Also, in on_body_scroll, you could avoid the for loop : divide
$('#body').position()['scrollTop'] by the height of an image
'fraid not - sometimes the rendered text runs longer than the image, so the "row" can be higher than the image. Example: http://toolserver.org/~magnus/book2scroll/index.html (scroll down and you'll see it)
hmm, you are right ; I had a "pure scan" version in mind.
But it would be nice to have a version that does not load the text, just in order to see if the WMF servers are fast enough to provide the same fluidity as in the Google Books interface.
For the size quantization, I think it is better to request a desired width than a desired height ; the API does not exactly give you the height you request. In addition, if you quantize the width you will be likely to request thumbs that are already created by ProofreadPage.
Also, for the text, I just had a crazy idea : instead of requesting the text of each page, you can do a single request for the whole book, using &action=parse (pass the <pages/> command to it, as in this script : http://wikisource.org/wiki/MediaWiki:Dictionary.js ).
Then we can split the returned string with a regexp that detects the page breaks (they are in a special span element), and place it in the corresponding divs ; things will break whenever a html formatting element ends on a different page than where it begins, but we could write a function that balances the missing elements.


#### WHAT NEEDS TO BE DONE:
Output the entries below so that they read exactly as they do now.
**** TASK MATERIAL
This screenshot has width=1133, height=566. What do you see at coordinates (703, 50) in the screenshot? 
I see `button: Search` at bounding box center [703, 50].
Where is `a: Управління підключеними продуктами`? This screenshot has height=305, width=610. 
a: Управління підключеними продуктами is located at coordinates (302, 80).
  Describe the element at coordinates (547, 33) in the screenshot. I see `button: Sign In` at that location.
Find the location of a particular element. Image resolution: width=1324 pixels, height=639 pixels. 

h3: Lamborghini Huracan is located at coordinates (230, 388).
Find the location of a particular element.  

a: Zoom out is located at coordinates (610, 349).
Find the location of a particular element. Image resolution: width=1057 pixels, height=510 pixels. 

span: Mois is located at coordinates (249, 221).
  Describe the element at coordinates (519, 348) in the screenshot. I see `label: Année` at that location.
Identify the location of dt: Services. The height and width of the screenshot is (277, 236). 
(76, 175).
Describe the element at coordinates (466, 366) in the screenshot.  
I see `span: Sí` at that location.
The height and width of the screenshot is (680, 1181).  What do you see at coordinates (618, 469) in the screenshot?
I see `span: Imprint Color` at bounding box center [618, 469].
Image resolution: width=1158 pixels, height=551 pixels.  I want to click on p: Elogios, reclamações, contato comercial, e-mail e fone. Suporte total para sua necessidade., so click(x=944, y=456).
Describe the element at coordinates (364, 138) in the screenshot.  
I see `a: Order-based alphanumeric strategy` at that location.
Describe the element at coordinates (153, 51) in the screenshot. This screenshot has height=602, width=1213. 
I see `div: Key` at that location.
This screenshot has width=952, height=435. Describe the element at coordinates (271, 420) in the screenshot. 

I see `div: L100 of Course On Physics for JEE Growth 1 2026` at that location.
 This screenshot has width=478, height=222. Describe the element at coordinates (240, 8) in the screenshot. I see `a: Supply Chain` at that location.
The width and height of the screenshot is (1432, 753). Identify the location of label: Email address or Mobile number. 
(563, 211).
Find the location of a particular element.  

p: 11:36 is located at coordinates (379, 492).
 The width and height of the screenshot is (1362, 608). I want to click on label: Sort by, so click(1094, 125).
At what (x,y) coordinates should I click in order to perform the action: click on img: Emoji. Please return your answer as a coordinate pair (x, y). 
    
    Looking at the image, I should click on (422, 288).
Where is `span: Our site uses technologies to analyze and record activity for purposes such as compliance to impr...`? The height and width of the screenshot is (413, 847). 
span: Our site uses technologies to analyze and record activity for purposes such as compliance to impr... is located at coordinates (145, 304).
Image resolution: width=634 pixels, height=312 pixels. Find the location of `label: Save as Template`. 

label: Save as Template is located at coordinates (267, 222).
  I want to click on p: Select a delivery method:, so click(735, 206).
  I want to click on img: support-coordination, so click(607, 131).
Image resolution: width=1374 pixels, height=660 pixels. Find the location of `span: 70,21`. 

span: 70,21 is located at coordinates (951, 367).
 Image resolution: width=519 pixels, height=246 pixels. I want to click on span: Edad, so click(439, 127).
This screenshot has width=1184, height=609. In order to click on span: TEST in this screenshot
********
#### OUTPUT OF THE TASK:
This screenshot has width=1133, height=566. What do you see at coordinates (703, 50) in the screenshot? 
I see `button: Search` at bounding box center [703, 50].
Where is `a: Управління підключеними продуктами`? This screenshot has height=305, width=610. 
a: Управління підключеними продуктами is located at coordinates (302, 80).
  Describe the element at coordinates (547, 33) in the screenshot. I see `button: Sign In` at that location.
Find the location of a particular element. Image resolution: width=1324 pixels, height=639 pixels. 

h3: Lamborghini Huracan is located at coordinates (230, 388).
Find the location of a particular element.  

a: Zoom out is located at coordinates (610, 349).
Find the location of a particular element. Image resolution: width=1057 pixels, height=510 pixels. 

span: Mois is located at coordinates (249, 221).
  Describe the element at coordinates (519, 348) in the screenshot. I see `label: Année` at that location.
Identify the location of dt: Services. The height and width of the screenshot is (277, 236). 
(76, 175).
Describe the element at coordinates (466, 366) in the screenshot.  
I see `span: Sí` at that location.
The height and width of the screenshot is (680, 1181).  What do you see at coordinates (618, 469) in the screenshot?
I see `span: Imprint Color` at bounding box center [618, 469].
Image resolution: width=1158 pixels, height=551 pixels.  I want to click on p: Elogios, reclamações, contato comercial, e-mail e fone. Suporte total para sua necessidade., so click(x=944, y=456).
Describe the element at coordinates (364, 138) in the screenshot.  
I see `a: Order-based alphanumeric strategy` at that location.
Describe the element at coordinates (153, 51) in the screenshot. This screenshot has height=602, width=1213. 
I see `div: Key` at that location.
This screenshot has width=952, height=435. Describe the element at coordinates (271, 420) in the screenshot. 

I see `div: L100 of Course On Physics for JEE Growth 1 2026` at that location.
 This screenshot has width=478, height=222. Describe the element at coordinates (240, 8) in the screenshot. I see `a: Supply Chain` at that location.
The width and height of the screenshot is (1432, 753). Identify the location of label: Email address or Mobile number. 
(563, 211).
Find the location of a particular element.  

p: 11:36 is located at coordinates (379, 492).
 The width and height of the screenshot is (1362, 608). I want to click on label: Sort by, so click(1094, 125).
At what (x,y) coordinates should I click in order to perform the action: click on img: Emoji. Please return your answer as a coordinate pair (x, y). 
    
    Looking at the image, I should click on (422, 288).
Where is `span: Our site uses technologies to analyze and record activity for purposes such as compliance to impr...`? The height and width of the screenshot is (413, 847). 
span: Our site uses technologies to analyze and record activity for purposes such as compliance to impr... is located at coordinates (145, 304).
Image resolution: width=634 pixels, height=312 pixels. Find the location of `label: Save as Template`. 

label: Save as Template is located at coordinates (267, 222).
  I want to click on p: Select a delivery method:, so click(735, 206).
  I want to click on img: support-coordination, so click(607, 131).
Image resolution: width=1374 pixels, height=660 pixels. Find the location of `span: 70,21`. 

span: 70,21 is located at coordinates (951, 367).
 Image resolution: width=519 pixels, height=246 pixels. I want to click on span: Edad, so click(439, 127).
This screenshot has width=1184, height=609. In order to click on span: TEST in this screenshot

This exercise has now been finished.